Giovanni,

That should indeed a good way to get better performance from the
processor (the amount of improvement depends on which ScriptEngine
you're using), although I'm not sure if I'm the one who pointed it out
;)

The constant (1000) itself could be defined by a dynamic property,
whose name becomes the variable passed into the script's context, and
its PropertyValue object as the value, just call getValue() to use it
as-is, or you can support Expression Language too, check out my
ExecuteScript Cookbook Part 3 [1] :)

Regards,
Matt

[1] 
https://community.hortonworks.com/articles/77739/executescript-cookbook-part-3.html


On Sat, May 6, 2017 at 4:29 AM, Giovanni Lanzani
<[email protected]> wrote:
> Please do not remove the Python scripting facilities.
>
> I believe most people experience it as very slow because (ok, Python is slow) 
> they only get a flow file at a time.
>
> I think Matt pointed out in this ML once that you can use
>
> flowfiles = session.get(1000)
> for flowfile in filter(None, flowfiles):
>     # do things
>
> In that case Jython will be kept alive much longer.

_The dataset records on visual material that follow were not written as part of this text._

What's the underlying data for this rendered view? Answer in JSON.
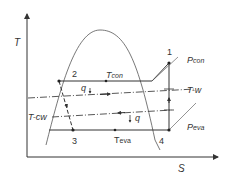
{
  "diagram": {
    "type": "T-S refrigeration cycle diagram",
    "axes": {
      "y_label": "T",
      "x_label": "S"
    },
    "points": [
      {
        "id": "1",
        "label": "1"
      },
      {
        "id": "2",
        "label": "2"
      },
      {
        "id": "3",
        "label": "3"
      },
      {
        "id": "4",
        "label": "4"
      }
    ],
    "lines": {
      "condensing_temp": "T",
      "condensing_temp_sub": "con",
      "evaporating_temp": "T",
      "evaporating_temp_sub": "eva",
      "warm_water": "T-w",
      "cooling_water": "T-cw",
      "pressure_con": "P",
      "pressure_con_sub": "con",
      "pressure_eva": "P",
      "pressure_eva_sub": "eva"
    },
    "heat_labels": {
      "q_top": "q",
      "q_bottom": "q"
    },
    "colors": {
      "line": "#333333",
      "curve": "#555555"
    }
  }
}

Or am I missing something?
>
> Giovanni
>
>> -----Original Message-----
>> From: Joe Witt [mailto:[email protected]]
>> Sent: Saturday, May 6, 2017 1:12 AM
>> To: [email protected]
>> Subject: Re: Is it possible to reference python requests module in
>> ExecuteScript?
>>
>> It is worth discussing whether there is sufficient value to warrant keeping
>> jython/python support in the processors or whether we should pull it.  It is
>> certainly something we can document as being highly limited but we don't
>> really know how limited.  Frankly given the performance I've seen with it 
>> I'd be
>> ok removing it entirely.  One is better off calling the script via a system 
>> call.
>> Groovy is one that I've seen perform very well and be fully featured.
>>
>> On Fri, May 5, 2017 at 6:38 PM, Russell Bateman <[email protected]>
>> wrote:
>> > We really want to use ExecuteScript because our end users are Pythonistas.
>> > They tend to punctuate their flows with the equivalent of PutFile and
>> > GetFile with Python scripts doing stuff on flowfiles that pass out of
>> > NiFi before returning into NiFi.
>> >
>> > However, we find it nearly impossible to replace even the tamest of
>> > undertakings. If there were a good set of NiFi/Python shims that, from
>> > PyCharm, etc., gave us the ability to prototype, test and debug before
>> > copying and pasting into ExecuteScript, that would be wonderful. It
>> > hasn't worked out that way. Most of our experience is copying, pasting
>> > into the processor property, only to find something wrong, sometimes
>> > syntax, sometimes something runtime.
>> >
>> > On their behalf, I played with this processor a few hours a while back.
>> > Another colleague too. Googling this underused tool hasn't been
>> > helpful, so the overall experience is negative so far. I can get most
>> > of the examples out there to work, but as soon as I try to do "real"
>> > work from my point of view, my plans sort of cave in.
>> >
>> > Likely the Groovy and/or Ruby options are better? But, we're not
>> > Groovy or Ruby guys here. I understand the problems with this tool and
>> > so I understand what the obstacles are to it growing stronger. The
>> > problems won't yield to a few hours one Saturday afternoon. Better
>> > problem-logging underneath and
>> > better- and more lenient Python support on top. The second one is
>> > tough, though.
>> >
>> > My approach is to minimize those black holes these guys put into their
>> > flows by creating custom processors for what I can't solve using
>> > standard processors.
>> >
>> > Trying not to be too negative here...
>> >
>> >
>> > On 05/05/2017 04:09 PM, Andre wrote:
>> >
>> > Mike,
>> >
>> > I believe it is possible to use requests under jython, however the
>> > process isn't very intuitive.
>> >
>> > I know one folk that if I recall correctly has used it. Happy to try
>> > to find out how it is done.
>> >
>> > Cheers
>> >
>> > On Sat, May 6, 2017 at 4:57 AM, Mike Harding <[email protected]>
>> wrote:
>> >>
>> >> Hi All, I'm now looking at using ExecuteScript and python engine to
>> >> execute HTTP requests using the requests module. I've tried
>> >> referencing requests the module but when I try to import requests I
>> >> get a module reference error.
>> >> I downloaded the module from here >
>> >> https://pypi.python.org/pypi/requests
>> >> Not sure why it isnt picking it up. Ive tried referencing the
>> >> directory and the .py directly with no success.
>> >> Any ideas where im going wrong?